Fugue 48 - Spring 2015 (No. 48)

Page 113

“And of course you didn’t call a doctor.” Shaz was already dialling. “You just sat there, dithering. Right?” “No,” I retorted, “no, you know what he’s like, you know he hates doctors! I need to get him home, is all. I need a lift, Shaz. Please.” She looked up. “That’s the stupidest—” “Sharon!” Teresa was curt. “Tick-tock.” “Please, Shaz!” “I think he’s, like, breathing,” added Izzy. “Oh, Christ! Fine!” Shaz tossed her phone, with some force, into the footwell. “All right! Go on, then! Get him in the back!” Teresa said, “Sharon!” “Well, I’m sorry, Terry,” Shaz snapped, “but what am I supposed to do? Leave him on the side of the street like a pancaked fucking hedgehog?” She turned to Izzy. “Do something, will you?” “Ugh,” said Izzy, but she vaulted over the wall with enviable ease. She nodded at me. “Can you, like, get that end?” I waddled obediently towards the head, my own body an excruciating aggregation of woe, stress, and exhaustion. My chest cavity was flooding with cold anxiety; I was thinking, Emily, Eddie, Emily— We levered him up; I hooked his armpits so that his skull pressed against my torso and his chin tilted down onto his breastbone. He looked fatter, slacker and sadder than ever. A soft pouch of lard, a sheaf of brittle twigs. It took an age to shuffle around to the garden gate and then back to the van, Izzy grunting with exasperation at my geriatric pace, at Eddie’s flaccid, sagging immensity. I felt more and more depressed. He could be bleeding internally for all I knew, he could be on his way out. However fed-up Emily was, however badly he’d treated her, she’d not want him to suffer death in the back of a hired transit van, and she’d not thank me for enabling it. “Dear God,” said Teresa, “he’s like a barbequed potato.” She banged on the partition between the van’s cab and the cargo hold. “You’ve got fifteen minutes.”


*TASK INSTRUCTIONS:* Each line from the one that has "Track down tire." through the final line of the listing is to be written out exactly, and no other line is.

━━━━━━━━━━━━━━━━━━━━

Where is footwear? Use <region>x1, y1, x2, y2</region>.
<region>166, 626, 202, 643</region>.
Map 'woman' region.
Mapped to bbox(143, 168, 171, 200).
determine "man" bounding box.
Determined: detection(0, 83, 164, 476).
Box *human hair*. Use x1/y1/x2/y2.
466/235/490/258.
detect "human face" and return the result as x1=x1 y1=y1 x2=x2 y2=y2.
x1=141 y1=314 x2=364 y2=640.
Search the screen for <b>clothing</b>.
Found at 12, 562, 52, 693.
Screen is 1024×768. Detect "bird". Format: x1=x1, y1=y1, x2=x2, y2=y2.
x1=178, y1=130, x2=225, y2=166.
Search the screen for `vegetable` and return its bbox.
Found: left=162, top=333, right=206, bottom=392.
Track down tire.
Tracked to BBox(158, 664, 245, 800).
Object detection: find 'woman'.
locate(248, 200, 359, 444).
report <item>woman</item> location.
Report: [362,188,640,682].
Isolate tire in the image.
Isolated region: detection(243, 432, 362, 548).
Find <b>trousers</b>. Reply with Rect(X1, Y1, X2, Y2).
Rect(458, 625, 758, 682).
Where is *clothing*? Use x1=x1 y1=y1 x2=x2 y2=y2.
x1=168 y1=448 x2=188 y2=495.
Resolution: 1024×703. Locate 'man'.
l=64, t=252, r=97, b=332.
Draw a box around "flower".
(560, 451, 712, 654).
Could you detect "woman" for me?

━━━━━━━━━━━━━━━━━━━━

*RESULT OF THIS TASK:*
Track down tire.
Tracked to BBox(158, 664, 245, 800).
Object detection: find 'woman'.
locate(248, 200, 359, 444).
report <item>woman</item> location.
Report: [362,188,640,682].
Isolate tire in the image.
Isolated region: detection(243, 432, 362, 548).
Find <b>trousers</b>. Reply with Rect(X1, Y1, X2, Y2).
Rect(458, 625, 758, 682).
Where is *clothing*? Use x1=x1 y1=y1 x2=x2 y2=y2.
x1=168 y1=448 x2=188 y2=495.
Resolution: 1024×703. Locate 'man'.
l=64, t=252, r=97, b=332.
Draw a box around "flower".
(560, 451, 712, 654).
Could you detect "woman" for me?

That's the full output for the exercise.